I was young then, maybe twelve at most, nine at youngest. Life then was simpler and more conservative. The most any of us got to being spontaneous was adding a different colored broach to our cream cravats. I, like most other boys, always found my mother’s voice to be soothing and natural. It was something to be lulled to at night and to sway to in the morning. Often I was requested to play simple tunes of happiness and gaiety to my mother; at that time it was easy, and often I was eager to please my mother with my ability to play the piano.


However, like all things, they must eventually end. My happiness was one of them, and as I grew older, maturity left me wanting greener fields, better skies, and yet: darker moods. Yet even during this time of agitated maturity I look back upon a mother whose glow never faded, whose fine eyes always showed joy to her son though her mind must have been tormented with worry. She was a steady woman, my mother, whose sternness was outmatched by her affections towards me.

My mother’s love was sturdy and while it had its cracks, it still gleamed in the sun, and filled to the rim of the preverbal glass. She was the cool breeze of a summer at the ocean, or the first ice in our harsh winters. I know vaguely now what love is like, what peace can be, and maybe I have experienced it once, maybe twice in my lifetime; but these memories, they truly were how I imagined love to be: a flute singing high.

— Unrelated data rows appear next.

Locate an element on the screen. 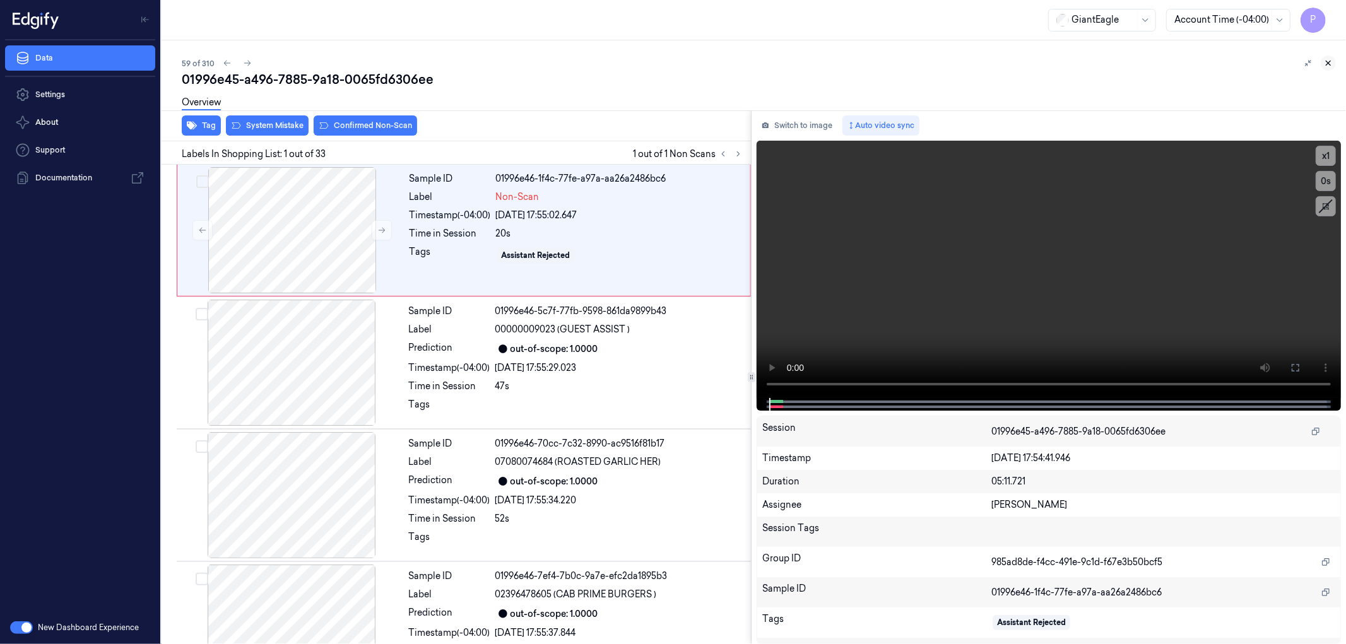 The width and height of the screenshot is (1346, 644). span: P is located at coordinates (1314, 20). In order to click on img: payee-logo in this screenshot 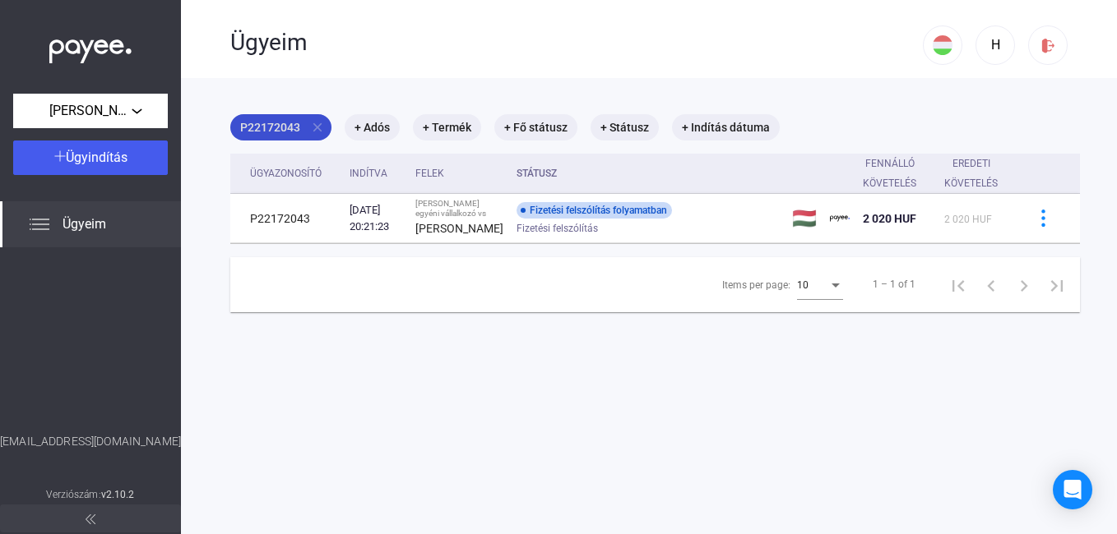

And yet she has always remained a steady tune in my music, the sighing note, the break to joy, the grief turned to forced smiles to show that eventually better days would come. The embrace that makes you feel that yes, I can make it through today. I can break through the twilight into the waiting dawn. The thoughts that often, when looked back on, make one want to cry. That was my mother, and that was the tune I gave her in my compositions.

“Like God has David, his beloved, I have you, my own David-my own beloved.”

A touching of foreheads; that is the last memory I have of my mother and it is the strongest. A hello and a goodbye.